Look You, I'll Go Pray
Look you, I'll go pray,?My shame is crying,?My soul is gray and faint,?My faith is dying.?Look you, I'll go pray --?"Sweet Mary, make me clean,?Thou rainstorm of the soul,?Thou wine from worlds unseen."
At Mass
No doubt to-morrow I will hide?My face from you, my King.?Let me rejoice this Sunday noon,?And kneel while gray priests sing.
It is not wisdom to forget.?But since it is my fate?Fill thou my soul with hidden wine?To make this white hour great.
My God, my God, this marvelous hour?I am your son I know.?Once in a thousand days your voice?Has laid temptation low.
Heart of God
O great heart of God,?Once vague and lost to me,?Why do I throb with your throb to-night,?In this land, eternity?
O little heart of God,?Sweet intruding stranger,?You are laughing in my human breast,?A Christ-child in a manger.
Heart, dear heart of God,?Beside you now I kneel,?Strong heart of faith.

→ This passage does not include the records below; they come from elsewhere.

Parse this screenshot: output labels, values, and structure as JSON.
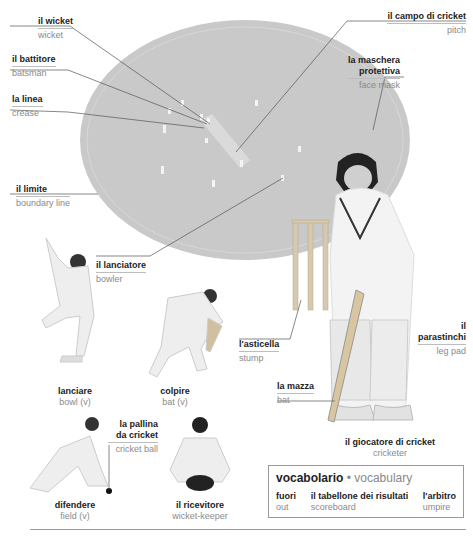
{
  "labels": {
    "wicket": {
      "it": "il wicket",
      "en": "wicket"
    },
    "batsman": {
      "it": "il battitore",
      "en": "batsman"
    },
    "crease": {
      "it": "la linea",
      "en": "crease"
    },
    "boundary": {
      "it": "il limite",
      "en": "boundary line"
    },
    "pitch": {
      "it": "il campo di cricket",
      "en": "pitch"
    },
    "face_mask": {
      "it1": "la maschera",
      "it2": "protettiva",
      "en": "face mask"
    },
    "bowler": {
      "it": "il lanciatore",
      "en": "bowler"
    },
    "stump": {
      "it": "l'asticella",
      "en": "stump"
    },
    "leg_pad": {
      "it1": "il",
      "it2": "parastinchi",
      "en": "leg pad"
    },
    "bat_noun": {
      "it": "la mazza",
      "en": "bat"
    },
    "cricketer": {
      "it": "il giocatore di cricket",
      "en": "cricketer"
    },
    "bowl_verb": {
      "it": "lanciare",
      "en": "bowl (v)"
    },
    "bat_verb": {
      "it": "colpire",
      "en": "bat (v)"
    },
    "cricket_ball": {
      "it1": "la pallina",
      "it2": "da cricket",
      "en": "cricket ball"
    },
    "field_verb": {
      "it": "difendere",
      "en": "field (v)"
    },
    "wicket_keeper": {
      "it": "il ricevitore",
      "en": "wicket-keeper"
    }
  },
  "vocabulary": {
    "title_it": "vocabolario",
    "separator": "•",
    "title_en": "vocabulary",
    "items": [
      {
        "it": "fuori",
        "en": "out"
      },
      {
        "it": "il tabellone dei risultati",
        "en": "scoreboard"
      },
      {
        "it": "l'arbitro",
        "en": "umpire"
      }
    ]
  },
  "colors": {
    "field": "#c9c9c9",
    "leader_line": "#555555",
    "text_it": "#222222",
    "text_en": "#8a8a8a"
  }
}
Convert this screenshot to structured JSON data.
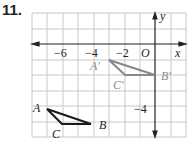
{
  "problem_number": "11.",
  "axes": {
    "x_label": "x",
    "y_label": "y",
    "origin_label": "O"
  },
  "tick_labels": {
    "x": [
      "−6",
      "−4",
      "−2"
    ],
    "y": [
      "−4"
    ]
  },
  "triangle_original": {
    "color": "#1a1a1a",
    "labels": [
      "A",
      "B",
      "C"
    ],
    "A": [
      -7,
      -4
    ],
    "B": [
      -4,
      -5
    ],
    "C": [
      -6,
      -5
    ]
  },
  "triangle_image": {
    "color": "#888888",
    "labels": [
      "A′",
      "B′",
      "C′"
    ],
    "A": [
      -3,
      -1
    ],
    "B": [
      0,
      -2
    ],
    "C": [
      -2,
      -2
    ]
  }
}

O heart not mine,?Where God has set His seal.
Wild thundering heart of God?Out of my doubt I come,?And my foolish feet with prophets' feet,?March with the prophets' drum.
The Empty Boats
Why do I see these empty boats, sailing on airy seas??One haunted me the whole night long, swaying with every breeze, Returning always near the eaves, or by the skylight glass:?There it will wait me many weeks, and then, at last, will pass. Each soul is haunted by a ship in which that soul might ride And climb the glorious mysteries of Heaven's silent tide?In voyages that change the very metes and bounds of Fate -- O empty boats, we all refuse, that by our windows wait!
With a Bouquet of Twelve Roses
I saw Lord Buddha towering by my gate?Saying: "Once more, good youth, I stand and wait."?Saying: "I bring you my fair Law of Peace?And from your withering passion full release;?Release from that white hand that stabbed you so.?The road is calling. With the wind you go,?Forgetting her imperious disdain --?Quenching all memory in the sun and rain."
"Excellent Lord, I come. But first," I said,?"Grant that I bring her these twelve roses red.?Yea, twelve flower kisses for her rose-leaf mouth,?And then indeed I go in bitter drouth?To that far valley where your river flows?In Peace, that once I found in every rose."